CATHERINE D. PERRY, District Judge.
This matter is before the Court on a motion to stay by several defendants, as well as the plaintiffs' motion to immediately remand. Pursuant to 28 U.S.C. § 636(b), the motions were referred to United States Magistrate Judge Nannette A. Baker. Judge Baker filed a Report and Recommendation, in which she recommended that the motion to stay be denied and the motion to remand be granted. She advised the parties that they had fourteen days to file written objections to her recommendations. See Section 636(b)(1)(C).
The moving defendants filed timely objections. The plaintiffs also filed a memorandum alerting the Court that one plaintiff's citizenship had been misstated in the Report and Recommendation.

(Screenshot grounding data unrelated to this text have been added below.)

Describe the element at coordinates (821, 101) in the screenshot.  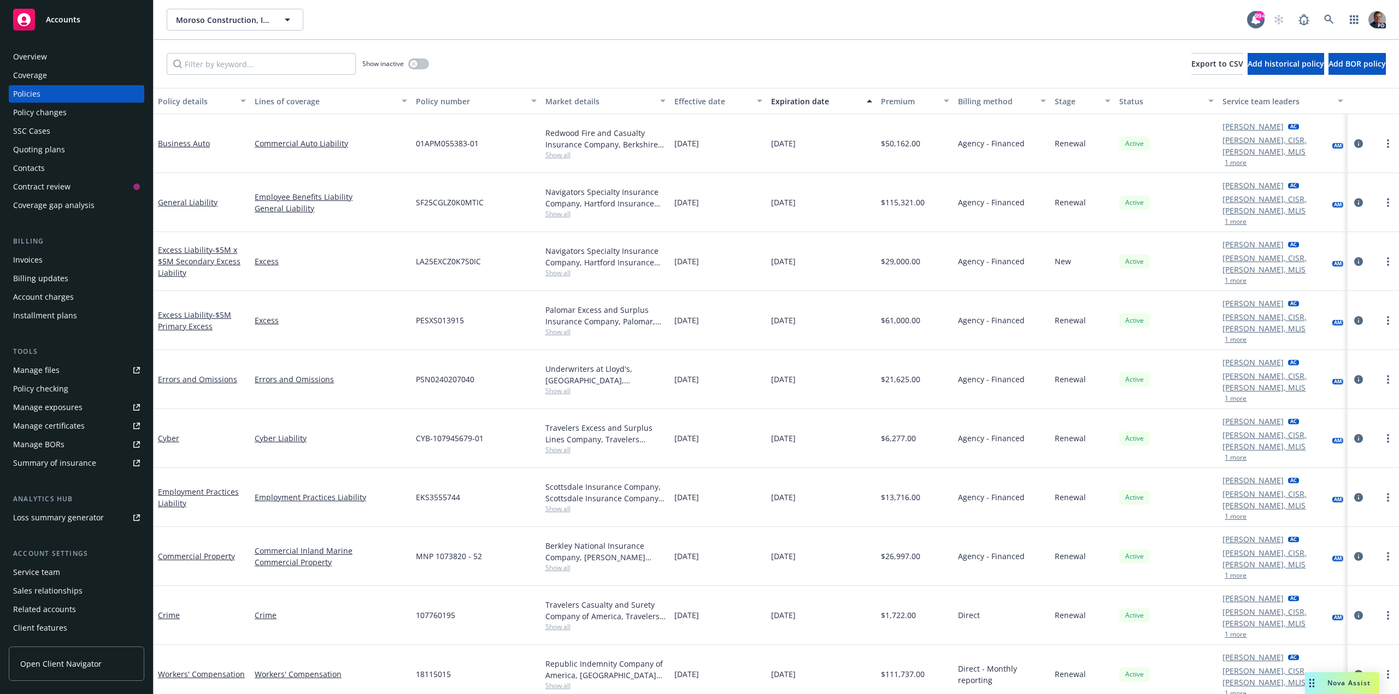
I see `button: Expiration date` at that location.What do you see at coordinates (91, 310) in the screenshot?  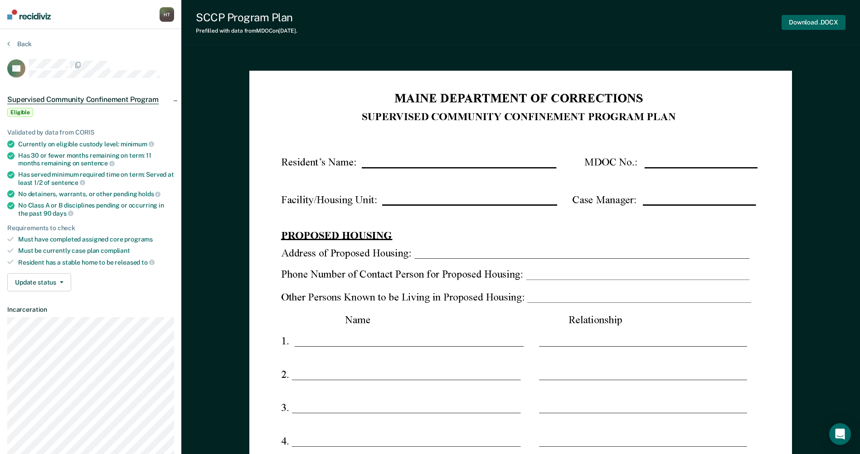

I have reviewed de novo all matters relevant to the motions, and I conclude that the defendants' objections have no merit. Although plaintiff Kieonna Littlejohn is a citizen of Illinois who has alleged she first suffered injury in Missouri,
Contrary to the defendants' objections, Judge Baker properly determined that in an action with multiple potential jurisdictional deficiencies, this Court has discretion over which jurisdictional issue to resolve first. See, e.g., Ruhrgas AG v. Marathon Oil Co., 526 U.S. 574, 585 (1999). Furthermore, this Court has discretion to remand an action for lack of federal jurisdiction despite the existence of a conditional transfer order to pending multidistrict litigation. See Rule 2.1(d), Rules of Procedure of the United States Judicial Panel on Multidistrict Litigation.
Finally, even assuming the Eighth Circuit Court of Appeals had explicitly recognized fraudulent misjoinder as an exception to the complete-diversity requirement and that a lack of personal jurisdiction over a nondiverse defendant supported the theory that parties had been fraudulently misjoined, personal jurisdiction over the nondiverse defendants is not so improbable here to demonstrate that the parties have been "egregiously" misjoined. In re Prempro Prods. Liab. Litig., 591 F.3d 613, 622 (8th Cir. 2010).